Wednesday 4 October 2023

Baxter Dury in Berlin, 29.09


Berlin may be the place to see Baxter Dury perform live. (It is a toss-up between Berlin and Paris, but I am currently leaning towards the former.) It is a city of heartache and bombast, intense disco and total alienation, sophistication and wild excesses. It is a city of many moods and complex history, and it is a place where Baxter Dury feels right at home. As he himself swears and confesses, breathes out and screams (quite orgasmically, no doubt), it is the only city that matters. And I guess this is true. When you are in Berlin, there is only Berlin. 

As I approach Columbia Theater later in the evening (there is a distinctly old-fashioned sign that I shoot in faded black and white), I notice a long queue of kids aged from 18 to 20. They all look different and yet completely the same: black T-shirts, dyed hair, New Balance sneakers. I admire their discipline and their patience, and I have a very hard time imagining that they have all come here to see Baxter Dury. They have not. As it happens, they are queueing up to get into the nearby building (Columbiahalle) for a concert of their own. 


There is no queue to the actual Columbia Theater. Even though the tickets have been sold out a while ago and the doors have stood open for half an hour. Also, those who have come to Dury's show are, ostensibly, not 18 to 20. They are middle-aged and mostly middle class, and this is their fuck-it moment, their freak-out night. Short leather skirts for women and Pretenders T-shirts for men (beers for everyone). Well, they get into it straight away, long before Baxter Dury hits the stage. 

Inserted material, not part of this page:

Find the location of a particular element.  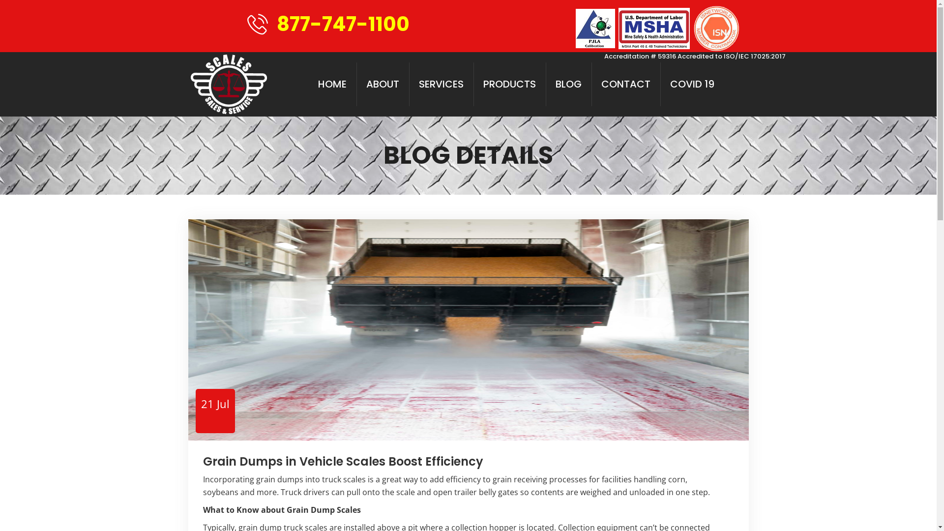

877-747-1100 is located at coordinates (343, 24).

Quite honestly, I get into it, too, as the opening act is genuinely, irresistibly good. The band is called Ttrruuces, and they sound a lot better than their name. They play a rough mix of discoed-up indie pop that comes with charisma and strong hooks. They look confident, too, and their songs have titles like "STFU" and "Sensations of Cool". The singer is so full of swagger that we all just throw our hands up in the air and admire the cheek. At one point she asks the German crowd to cancel her, and at another shouts 'Meet your new favourite band!" Well, they are not quite there yet (not with Baxter Dury performing later tonight), but they certainly have the tunes to back it all up. "Disco" is a certified banger, and "Sensations of Cool" is one of the best pop songs I've heard in a while. 

Half an hour later, Ttrruuces join us in the audience and get humbled, so charmingly and with such suave professionalism, by Mr. Dury. He arrives on stage after the elegantly dressed young bassist ('the prettiest, the most talented of us', as Baxter claims towards the end of the show), the keyboard player / backing singer in a striking bearskin hat (she looks so French that everything else that happens in Columbia Theater feels like some sort of barbarism) and the big drumming guy who will keep the perfect beat all through the night. Baxter Dury's sartorial sense is impeccable, obviously, and coupled with his expressive moves (which will get very expressive at some point), it creates a unique atmosphere that presents him as this off-kilter poet, both sensitive and low-key thuggish.

The first song he does is "Leak at the Disco", and it remains one of his greatest songwriting achievements: subtle, mysterious and utterly gripping. It is a perfect introduction, and the audience goes crazy as the intensity increases and the song breaks into its anthemic final act. Throughout the night, he will be choosing songs from nearly all of his albums (favouring his latest LP, obviously). There will be elegant, introspective stuff ("Happy Soup", "Palm Tree"), and there will be more harder-edged songs from the second part of his discography ("Slumlord", "Leon"). Berlin crowd will go insane during the relentless groove of "Miami" and will be genuinely moved during the closing, inevitable "Prince of Tears". Baxter Dury is big in Germany.

He leaves us after an hour and a half, with the intense and club-like "These Are My Friends" that could seem too straight in the face and just too fucking much - but not after a night like this. Because, and he repeats it again and again, this is Berlin and we are his friends. And there is no questioning his words. Outside, meanwhile, the kids are nowhere to be seen. Instead, there are lots of disorganised middle-aged couples, tastefully drunk and buzzing with joyful abandon.